Harry Potter: Deathly Hallows Release 20 July 2007 |
About a dozen people suggested that or at least wondered if the release of book number seven in the Harry Potter series, Deathly Hallows, would be worth looking at as a global event. Some went much further, proposing that this was such an important moment in consciousness space that it must be a test of the GCP concept. David Thomson said, "If I have the right bead on the Harry Potter phenomena, the whole planet has just experienced a major shift in consciousness. This myth has become a global myth and will affect the structure of human conception from here on out. Rowling has written a successful mythology on the scale of the Egyptian, Greek, and Roman gods. Kids everywhere are taking this in, and they will grow into the adults of tomorrow. Future generations from all cultures will read Harry Potter." David felt my assessment of the significance of this event was deficient (I had suggested it was not in the same league with "things like Brazilian plane crashes, the ongoing tragedy of Iraq and increasingly, Afghanistan, [or] more promising major events like discovery of the huge underground lake in Darfur, ...." which were competing events on the world stage around this time.) He also assumed I would not be looking for a significant effect, and may have been concerned it wasn't on my agenda since I thought the event was hardly earthshaking. In general, I am more interested in learning something than proving a point, and I had indeed planned to look in on the newest, and last, of Rowlings' Harry Potter books. Interestingly, the same contretemps over the status of a Harry Potter release vis-a-vis the GCP ran its course two years ago on a list for professional researchers, devolving eventually into a discussion of experimenter psi as an explanation for GCP effects. I take a portion from the 2005 page:
Here's a picture of the NetVar measure (Cumulative Z² - df) for the
20th and 21st of July, GMT. The opening at midnight in London is marked.
This result is reminiscent of that in 2005, and though it is
not signficant, the trend is persistent, and fairly
persuasive. It is perhaps noteworthy that the trace reverts
to a random walk during the last segment, much as
it did in 2005. Again,
whether the trend has anything to do with the Harry Potter release is
a question we can't answer, as suggested above. More to the
point technically, the S/N ratio in the GCP formal effects
is tiny -- the average effect size per event is equivalent
to Z = 0.5, meaning it takes many replication to achieve
reliable statistics. If you are unfamiliar with GCP analysis,
there is information about the graphical
displays and an introduction to interpretation
of the analysis, which, although it was written for
meditation events, is generally applicable.
But the better test of Thomson's contention that
"The extreme popularity and strong emotional effect of this
series has got to rate among one of the most significant world wide
events in a while" might be the synchronized release at
midnight around the world, focusing the interest locally.
As before, we use signal averaging to look at a pair of
graphs of the data around midnight. There is
a suggestive trend around the stroke of midnight for the Stouffer
Z² - 1, but it happens to be of opposite sign to that
from 2005. The variance around midnight looks random (in contrast to New
Years, where the signal averaged midnights exhibit a
significant drop in variance centered on midnight).
A broadened
time window for the NetVar measure is shown in the next figure.
The result is interesting, and should be instructive in the
sense that it displays very clearly the vagaries of random
data that just might be affected by the excitement
surrounding big social events like the Harry Potter
phenomenon. The trend is strongly positive for a 10 or 15 minutes
and then reverses, to assume an equally strong negative
slope. This should help reinforce the understanding that
single events, and post facto explorations cannot be interpreted
as evidence for (or against) an effect of the Harry Potter excitement.
In addition to the conviction that the Deathly Hallows release would be a significant event, David Thomson was also convinced that when large numbers of people finished reading the book some 28 hours later there would be another surge of "global consciousness". For exploratory and instructional purposes I requested a sufficiently detailed prediction to do an analysis, and he proposed a 2-hour period from 04:00 to 06:00 in the Eastern time zone of the US. The following graph shows the data during this time. It is a good example of a random walk.
While all the caveats about interpretation of any given
analysis pertain, this result is consistent with my
expectation. There is little likelihood that very large
numbers of people would be engaged in a communal, coherent
state of consciousness as a result of finishing the book
around this time. Though the Harry Potter
phenomenon is powerful in its own right, it isn't the kind
of event that engages people in a shared frame of mind.
Reading such a book more likely engages people in their own
individual responses and personal reactions.
That's not what global consciousness is about.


(REQUIRED WORK) Give the lines below again exactly, starting with the line that holds "This screenshot has height=484, width=1035." and going on through the line that holds "This screenshot has width=1413, height=683.".

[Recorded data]
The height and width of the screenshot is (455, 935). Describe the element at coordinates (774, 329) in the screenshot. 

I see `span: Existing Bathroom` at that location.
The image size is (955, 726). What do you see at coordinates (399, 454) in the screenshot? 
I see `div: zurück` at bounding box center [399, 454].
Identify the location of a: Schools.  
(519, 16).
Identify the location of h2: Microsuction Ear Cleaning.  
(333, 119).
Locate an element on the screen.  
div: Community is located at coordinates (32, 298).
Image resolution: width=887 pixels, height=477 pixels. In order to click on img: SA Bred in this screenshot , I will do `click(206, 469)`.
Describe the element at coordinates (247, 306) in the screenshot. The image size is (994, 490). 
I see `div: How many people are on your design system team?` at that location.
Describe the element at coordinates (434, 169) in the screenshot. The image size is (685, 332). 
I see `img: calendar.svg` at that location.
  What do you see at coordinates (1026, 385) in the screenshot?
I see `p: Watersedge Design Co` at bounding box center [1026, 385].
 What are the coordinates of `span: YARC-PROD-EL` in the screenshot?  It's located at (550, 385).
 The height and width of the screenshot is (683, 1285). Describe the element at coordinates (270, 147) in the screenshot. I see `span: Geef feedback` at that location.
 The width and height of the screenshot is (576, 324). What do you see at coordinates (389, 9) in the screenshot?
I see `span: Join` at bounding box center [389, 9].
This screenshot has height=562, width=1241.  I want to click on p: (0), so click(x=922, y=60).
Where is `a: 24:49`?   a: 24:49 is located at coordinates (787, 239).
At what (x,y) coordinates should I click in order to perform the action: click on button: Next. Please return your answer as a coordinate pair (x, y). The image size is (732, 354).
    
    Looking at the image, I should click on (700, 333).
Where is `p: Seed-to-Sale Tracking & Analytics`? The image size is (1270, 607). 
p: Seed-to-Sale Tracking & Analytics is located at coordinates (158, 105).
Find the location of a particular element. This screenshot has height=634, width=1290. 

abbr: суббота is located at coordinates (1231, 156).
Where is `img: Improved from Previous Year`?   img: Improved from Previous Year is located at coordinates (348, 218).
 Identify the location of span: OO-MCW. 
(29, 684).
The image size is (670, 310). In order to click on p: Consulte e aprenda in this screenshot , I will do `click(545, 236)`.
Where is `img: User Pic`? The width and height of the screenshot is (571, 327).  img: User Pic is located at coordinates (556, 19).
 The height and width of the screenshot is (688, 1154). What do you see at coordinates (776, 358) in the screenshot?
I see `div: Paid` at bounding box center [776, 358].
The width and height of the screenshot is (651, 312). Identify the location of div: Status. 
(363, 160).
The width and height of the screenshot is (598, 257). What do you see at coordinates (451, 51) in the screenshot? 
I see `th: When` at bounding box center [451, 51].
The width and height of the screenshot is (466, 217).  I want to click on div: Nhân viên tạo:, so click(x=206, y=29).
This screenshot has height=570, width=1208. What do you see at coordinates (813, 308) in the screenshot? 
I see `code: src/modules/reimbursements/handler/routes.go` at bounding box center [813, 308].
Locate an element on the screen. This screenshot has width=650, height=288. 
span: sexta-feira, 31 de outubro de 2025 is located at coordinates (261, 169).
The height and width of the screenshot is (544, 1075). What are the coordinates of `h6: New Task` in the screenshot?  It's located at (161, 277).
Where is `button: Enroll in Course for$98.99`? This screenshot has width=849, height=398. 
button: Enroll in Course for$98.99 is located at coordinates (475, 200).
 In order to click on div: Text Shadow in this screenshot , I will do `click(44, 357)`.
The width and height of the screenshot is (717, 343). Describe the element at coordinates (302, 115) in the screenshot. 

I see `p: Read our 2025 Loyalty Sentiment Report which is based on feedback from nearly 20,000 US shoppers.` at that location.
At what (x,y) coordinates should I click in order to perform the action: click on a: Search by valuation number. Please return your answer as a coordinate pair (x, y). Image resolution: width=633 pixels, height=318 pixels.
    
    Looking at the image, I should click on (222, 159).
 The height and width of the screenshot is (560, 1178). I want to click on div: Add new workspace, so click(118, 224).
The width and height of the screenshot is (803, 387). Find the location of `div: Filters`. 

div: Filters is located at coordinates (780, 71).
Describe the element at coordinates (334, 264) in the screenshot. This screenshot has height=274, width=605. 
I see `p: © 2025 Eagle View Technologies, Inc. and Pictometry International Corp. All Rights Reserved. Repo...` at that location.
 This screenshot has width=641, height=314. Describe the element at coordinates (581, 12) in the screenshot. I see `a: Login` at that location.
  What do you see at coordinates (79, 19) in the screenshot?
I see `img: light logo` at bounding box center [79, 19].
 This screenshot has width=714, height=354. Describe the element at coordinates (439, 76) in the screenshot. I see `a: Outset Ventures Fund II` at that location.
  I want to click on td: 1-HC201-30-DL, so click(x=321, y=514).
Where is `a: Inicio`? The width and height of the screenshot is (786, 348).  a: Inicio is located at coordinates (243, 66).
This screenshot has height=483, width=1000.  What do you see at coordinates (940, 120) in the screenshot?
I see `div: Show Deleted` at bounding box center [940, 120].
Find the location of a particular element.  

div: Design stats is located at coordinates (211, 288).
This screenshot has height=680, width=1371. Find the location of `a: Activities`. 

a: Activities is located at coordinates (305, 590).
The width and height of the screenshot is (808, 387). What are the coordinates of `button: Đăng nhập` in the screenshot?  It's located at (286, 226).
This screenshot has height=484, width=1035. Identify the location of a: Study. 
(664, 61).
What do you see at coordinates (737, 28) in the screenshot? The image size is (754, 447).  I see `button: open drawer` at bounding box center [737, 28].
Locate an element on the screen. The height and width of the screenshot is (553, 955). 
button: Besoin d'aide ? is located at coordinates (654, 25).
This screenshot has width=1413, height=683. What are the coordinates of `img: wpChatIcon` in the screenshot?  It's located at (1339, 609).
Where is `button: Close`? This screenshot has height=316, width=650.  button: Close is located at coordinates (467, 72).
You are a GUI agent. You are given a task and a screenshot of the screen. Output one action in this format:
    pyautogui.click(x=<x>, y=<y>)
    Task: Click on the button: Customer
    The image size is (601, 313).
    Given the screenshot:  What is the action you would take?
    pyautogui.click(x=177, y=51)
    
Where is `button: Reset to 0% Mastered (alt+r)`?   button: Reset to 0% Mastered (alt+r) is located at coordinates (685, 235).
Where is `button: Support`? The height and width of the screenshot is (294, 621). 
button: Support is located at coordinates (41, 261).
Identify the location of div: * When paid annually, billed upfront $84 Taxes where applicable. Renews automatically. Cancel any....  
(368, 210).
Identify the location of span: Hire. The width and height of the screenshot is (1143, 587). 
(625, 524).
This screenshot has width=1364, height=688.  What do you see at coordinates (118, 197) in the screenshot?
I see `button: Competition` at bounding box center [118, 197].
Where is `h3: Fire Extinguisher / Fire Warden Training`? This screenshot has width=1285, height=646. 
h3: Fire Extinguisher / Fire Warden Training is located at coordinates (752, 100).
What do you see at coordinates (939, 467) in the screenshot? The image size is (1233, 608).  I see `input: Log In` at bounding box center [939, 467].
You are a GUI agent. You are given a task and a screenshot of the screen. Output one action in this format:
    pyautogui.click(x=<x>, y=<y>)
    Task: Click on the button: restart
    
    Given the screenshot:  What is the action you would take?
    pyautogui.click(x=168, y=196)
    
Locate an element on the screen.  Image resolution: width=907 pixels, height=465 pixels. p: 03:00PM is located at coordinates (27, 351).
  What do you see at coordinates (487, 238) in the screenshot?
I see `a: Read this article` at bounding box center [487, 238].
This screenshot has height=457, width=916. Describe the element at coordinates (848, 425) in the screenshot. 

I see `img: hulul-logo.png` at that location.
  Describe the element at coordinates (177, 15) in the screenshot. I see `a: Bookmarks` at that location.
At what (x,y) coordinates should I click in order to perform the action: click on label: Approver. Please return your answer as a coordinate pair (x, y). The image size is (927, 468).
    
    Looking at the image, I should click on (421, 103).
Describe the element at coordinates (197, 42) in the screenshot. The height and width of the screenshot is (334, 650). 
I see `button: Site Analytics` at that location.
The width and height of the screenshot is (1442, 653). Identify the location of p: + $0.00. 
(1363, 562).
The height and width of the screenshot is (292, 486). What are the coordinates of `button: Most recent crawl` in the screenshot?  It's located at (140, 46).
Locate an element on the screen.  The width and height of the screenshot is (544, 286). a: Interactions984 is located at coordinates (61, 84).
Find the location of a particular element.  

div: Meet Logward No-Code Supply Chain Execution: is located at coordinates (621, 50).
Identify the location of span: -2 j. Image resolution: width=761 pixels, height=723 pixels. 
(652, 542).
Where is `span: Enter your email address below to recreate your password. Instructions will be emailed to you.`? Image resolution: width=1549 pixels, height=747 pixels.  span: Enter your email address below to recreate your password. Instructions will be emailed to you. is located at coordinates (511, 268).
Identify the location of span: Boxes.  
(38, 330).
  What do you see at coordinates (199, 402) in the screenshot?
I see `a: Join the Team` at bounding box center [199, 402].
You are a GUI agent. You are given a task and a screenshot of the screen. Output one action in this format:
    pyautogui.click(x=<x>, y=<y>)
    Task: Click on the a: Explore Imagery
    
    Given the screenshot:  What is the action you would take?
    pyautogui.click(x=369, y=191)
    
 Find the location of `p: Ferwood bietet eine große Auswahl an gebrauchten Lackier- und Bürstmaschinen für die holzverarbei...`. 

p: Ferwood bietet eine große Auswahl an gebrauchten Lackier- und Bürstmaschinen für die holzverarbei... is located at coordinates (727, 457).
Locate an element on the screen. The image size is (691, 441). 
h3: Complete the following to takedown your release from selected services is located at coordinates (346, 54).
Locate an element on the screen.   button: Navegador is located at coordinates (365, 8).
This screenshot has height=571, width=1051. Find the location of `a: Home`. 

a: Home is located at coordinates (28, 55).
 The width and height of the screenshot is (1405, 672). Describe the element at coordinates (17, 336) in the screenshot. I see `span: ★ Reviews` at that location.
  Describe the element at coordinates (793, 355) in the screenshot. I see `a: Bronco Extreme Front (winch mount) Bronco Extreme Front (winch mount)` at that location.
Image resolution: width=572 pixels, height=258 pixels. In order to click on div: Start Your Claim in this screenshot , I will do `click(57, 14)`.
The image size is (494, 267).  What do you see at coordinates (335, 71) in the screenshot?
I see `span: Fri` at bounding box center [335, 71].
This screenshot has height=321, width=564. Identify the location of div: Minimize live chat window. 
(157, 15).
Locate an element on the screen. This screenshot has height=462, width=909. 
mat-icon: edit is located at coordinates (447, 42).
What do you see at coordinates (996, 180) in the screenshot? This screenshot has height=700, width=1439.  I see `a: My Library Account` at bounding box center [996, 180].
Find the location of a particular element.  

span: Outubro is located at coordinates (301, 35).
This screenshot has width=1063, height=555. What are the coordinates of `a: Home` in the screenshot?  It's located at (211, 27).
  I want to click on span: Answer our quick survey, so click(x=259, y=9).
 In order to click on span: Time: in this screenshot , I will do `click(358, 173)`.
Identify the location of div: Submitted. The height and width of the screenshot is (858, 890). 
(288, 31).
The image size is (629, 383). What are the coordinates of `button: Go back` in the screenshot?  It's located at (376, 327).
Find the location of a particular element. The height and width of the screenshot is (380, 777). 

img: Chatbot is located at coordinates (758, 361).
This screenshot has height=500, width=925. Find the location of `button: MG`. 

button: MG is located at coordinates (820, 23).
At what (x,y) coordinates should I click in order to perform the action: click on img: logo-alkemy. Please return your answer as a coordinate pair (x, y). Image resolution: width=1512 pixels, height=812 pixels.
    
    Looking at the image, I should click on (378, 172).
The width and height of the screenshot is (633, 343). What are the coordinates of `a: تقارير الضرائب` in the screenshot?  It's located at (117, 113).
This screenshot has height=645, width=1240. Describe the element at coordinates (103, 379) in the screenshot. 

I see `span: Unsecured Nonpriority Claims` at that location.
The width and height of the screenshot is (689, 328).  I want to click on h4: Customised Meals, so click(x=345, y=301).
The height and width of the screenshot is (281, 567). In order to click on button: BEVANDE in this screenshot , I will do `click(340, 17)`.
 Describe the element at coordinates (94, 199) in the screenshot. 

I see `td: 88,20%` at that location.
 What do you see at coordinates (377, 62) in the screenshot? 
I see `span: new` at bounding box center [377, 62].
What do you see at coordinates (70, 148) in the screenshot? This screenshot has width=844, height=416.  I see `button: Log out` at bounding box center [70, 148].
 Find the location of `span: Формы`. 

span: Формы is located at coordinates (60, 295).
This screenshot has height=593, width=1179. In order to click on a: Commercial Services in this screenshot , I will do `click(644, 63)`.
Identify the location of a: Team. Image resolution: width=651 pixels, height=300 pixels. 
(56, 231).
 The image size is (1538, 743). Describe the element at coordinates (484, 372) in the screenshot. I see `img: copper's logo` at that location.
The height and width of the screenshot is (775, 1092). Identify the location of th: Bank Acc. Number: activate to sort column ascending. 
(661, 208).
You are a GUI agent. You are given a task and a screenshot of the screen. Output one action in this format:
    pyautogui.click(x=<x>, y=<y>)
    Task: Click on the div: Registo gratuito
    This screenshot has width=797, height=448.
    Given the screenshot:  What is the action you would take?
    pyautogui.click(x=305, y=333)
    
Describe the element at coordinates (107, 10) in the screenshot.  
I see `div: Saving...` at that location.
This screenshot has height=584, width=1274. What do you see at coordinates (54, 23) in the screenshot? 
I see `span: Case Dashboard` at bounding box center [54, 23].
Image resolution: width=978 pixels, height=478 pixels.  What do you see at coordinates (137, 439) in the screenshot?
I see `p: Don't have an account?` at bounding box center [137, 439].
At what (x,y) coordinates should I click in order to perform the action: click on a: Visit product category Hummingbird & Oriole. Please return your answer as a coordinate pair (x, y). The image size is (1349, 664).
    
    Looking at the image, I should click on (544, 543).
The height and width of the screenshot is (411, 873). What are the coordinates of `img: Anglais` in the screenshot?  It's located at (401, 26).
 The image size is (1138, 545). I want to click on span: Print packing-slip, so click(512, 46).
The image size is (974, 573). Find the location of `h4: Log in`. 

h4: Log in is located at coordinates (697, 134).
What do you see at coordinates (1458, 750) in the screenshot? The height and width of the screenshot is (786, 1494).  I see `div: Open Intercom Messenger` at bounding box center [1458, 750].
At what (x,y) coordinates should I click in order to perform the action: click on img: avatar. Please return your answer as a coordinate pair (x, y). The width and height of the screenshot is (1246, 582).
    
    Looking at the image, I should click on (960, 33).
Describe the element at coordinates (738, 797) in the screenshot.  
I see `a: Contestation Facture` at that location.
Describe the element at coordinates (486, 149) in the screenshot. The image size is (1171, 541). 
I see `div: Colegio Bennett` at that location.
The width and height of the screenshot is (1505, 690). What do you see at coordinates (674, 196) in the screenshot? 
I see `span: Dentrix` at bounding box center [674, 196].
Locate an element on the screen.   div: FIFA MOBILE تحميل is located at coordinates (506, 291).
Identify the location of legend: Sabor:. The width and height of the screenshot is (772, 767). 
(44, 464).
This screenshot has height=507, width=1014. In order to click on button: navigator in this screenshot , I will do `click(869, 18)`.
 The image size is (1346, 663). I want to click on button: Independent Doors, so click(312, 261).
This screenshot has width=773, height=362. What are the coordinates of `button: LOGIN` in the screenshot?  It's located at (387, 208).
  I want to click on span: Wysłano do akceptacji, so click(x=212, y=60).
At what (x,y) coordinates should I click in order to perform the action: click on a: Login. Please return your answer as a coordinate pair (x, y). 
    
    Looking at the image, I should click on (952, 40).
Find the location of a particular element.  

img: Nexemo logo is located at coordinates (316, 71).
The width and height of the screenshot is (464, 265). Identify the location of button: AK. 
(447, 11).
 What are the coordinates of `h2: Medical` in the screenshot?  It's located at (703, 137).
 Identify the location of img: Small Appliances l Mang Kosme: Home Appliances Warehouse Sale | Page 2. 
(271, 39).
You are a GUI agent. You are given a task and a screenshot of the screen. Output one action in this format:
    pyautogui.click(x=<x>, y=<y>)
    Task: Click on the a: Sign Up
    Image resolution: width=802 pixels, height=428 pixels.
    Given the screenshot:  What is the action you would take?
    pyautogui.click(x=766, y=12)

(YOUR SOLUTION)
This screenshot has height=484, width=1035. Identify the location of a: Study. 
(664, 61).
What do you see at coordinates (737, 28) in the screenshot? The image size is (754, 447).  I see `button: open drawer` at bounding box center [737, 28].
Locate an element on the screen. The height and width of the screenshot is (553, 955). 
button: Besoin d'aide ? is located at coordinates (654, 25).
This screenshot has width=1413, height=683. What are the coordinates of `img: wpChatIcon` in the screenshot?  It's located at (1339, 609).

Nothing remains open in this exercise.